In three days the British had not only gained the passages over the Aisne, but had won their way to the plateau. Both sides had fought with determination. The German commander knew that if he could not hold this position the whole contemplated strategy of throwing masses of reinforcements against the left flank of the Allied forces must collapse. He was well aware that if he failed, not only must his own force in all probability be destroyed, but the whole German line as far as Verdun must in all probability be crumpled up.

Not less was Sir John French aware that the future success of the Allied campaign hung upon obtaining a purchase on the German position which would force General von Kluck to employ his whole strength in holding on. It is easy, therefore, to infer how fierce had been this three days' struggle.

The Germans had put forth the greatest effort of which they were capable. But despite the natural advantage given them, first by the river front, and next by the rugged and broken ground in the many side valleys, they had been beaten. Henceforward the struggle was on less uneven terms. The fact had become manifest that without a strenuous counter-offensive the Germans could not hope to hold on.

This counter-offensive was attempted without delay.

Since the top of the plateau sloped from north to south, the positions held by the British were in general on lower ground than the trenches cut by the Germans, and it must have been something of a disagreeable surprise to the latter when on the morning of September 15, the heavy mists having lifted, they saw miles of earthworks, which had literally sprung up in the night. The rain and mist during the hours of darkness had made a night attack impossible, even if, after the eighteen hours' furious battle in the mists on the preceding day, they had had the stomach for it.

They had their surprise ready, however, as well. From well-hidden positions behind the woods on the top of the plateau they opened a violent bombardment of the British lines with their huge 8-inch and 11-inch howitzers, throwing the enormous shells, which fell with such terrific force as to bury themselves in the ground. Giving off in exploding dense clouds of black smoke, these shells blew away the earth on all sides of them in a rain of fragments of rock, masses of soil and stones, leaving the surface filled with holes wide and deep enough to be the burial place of several horses. This heavy ordnance was kept well beyond the range of the British guns, and employed for high-angle fire. So far as life was concerned, the shells caused relatively little loss. Their flight being visible—they looked not unlike tree-trunks hurled from across the hills—they could be dodged. On realising how little they were to be feared, the British troops nicknamed them "Black Marias," "Coalboxes," and "Jack Johnsons," and shouted jocular warnings. The idea of using these shells was to knock the British defence works to pieces. Some of these works, hastily thrown up, proved to be too slight, and had to be replaced by diggings, which became regular underground barracks.

At this time the British lines were in general more than a mile distant, on the average, from those of the enemy. They followed no symmetrical plan, but, adapted to the defensive features of the ground, were cut where there were at once the best shelters from attack and the best jumping-off places for offence. Describing them, the British military correspondent wrote:—

A striking feature of our line—to use the conventional term which so seldom expresses accurately the position taken up by an army—is that it consists really of a series of trenches not all placed alongside each other, but some more advanced than others, and many facing in different directions. At one place they run east and west, along one side of a valley; another, almost north and south, up some subsidiary valley; here they line the edge of wood, and there they are on the reverse slope of a hill, or possibly along a sunken road. And at different points both the German and British trenches jut out like promontories into what might be regarded as the opponent's territory.

While the British infantry had been entrenching, the artillery, with an equal energy, had hauled their guns up the steep roads, and in many cases up still steeper hillsides, and by the morning of September 15—another disagreeable surprise for the enemy—nearly 500 field pieces bristled from positions of vantage along the front. The reply to the German bombardment was a bombardment of the hostile trenches. The latter were crowded with men. If the German shells did a lot of injury to the landscape, the British shrapnel inflicted far heavier injury on the enemy's force. It swept the German trenches and field batteries with a regular hail of lead. Well-concealed though they to a great extent were, the German positions were not so well-concealed as the British positions. Both armies did their best to make themselves appear scarce, and beyond the deafening uproar of the guns belching from behind woods and undulations, there seemed at a distance few signs of life on either side. But, looked at from behind and within, the lines were very anthills of activity.

The bombardment went on until midnight. Then came a night battle of almost unexampled fury.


▶ WHAT THE TASK REQUIRES: Omit the pictures. Transcribe exactly the lines below, from the one with "Describe the element" up to and including the last.

Stored items:
= = = = =
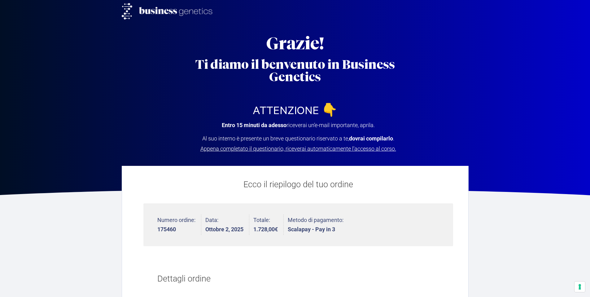  What do you see at coordinates (316, 229) in the screenshot?
I see `strong: Scalapay - Pay in 3` at bounding box center [316, 229].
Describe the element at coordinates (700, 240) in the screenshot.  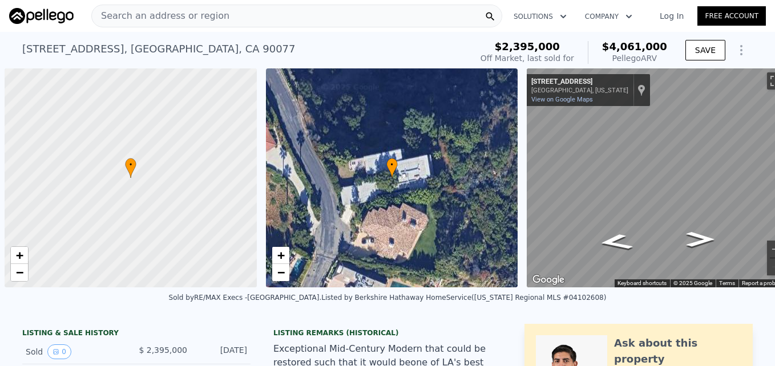
I see `path: Go South, Stradella Rd` at that location.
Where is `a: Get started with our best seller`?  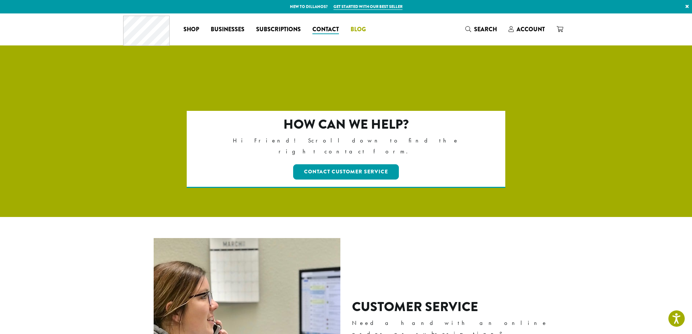
a: Get started with our best seller is located at coordinates (368, 7).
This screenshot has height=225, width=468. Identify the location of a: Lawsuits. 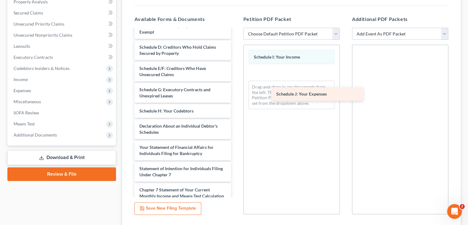
(62, 46).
= = = = =
▶ COMPLETED TASK:
Describe the element at coordinates (700, 240) in the screenshot.  
I see `path: Go South, Stradella Rd` at that location.
Where is `a: Get started with our best seller`?  
a: Get started with our best seller is located at coordinates (368, 7).
This screenshot has height=225, width=468. Identify the location of a: Lawsuits. 
(62, 46).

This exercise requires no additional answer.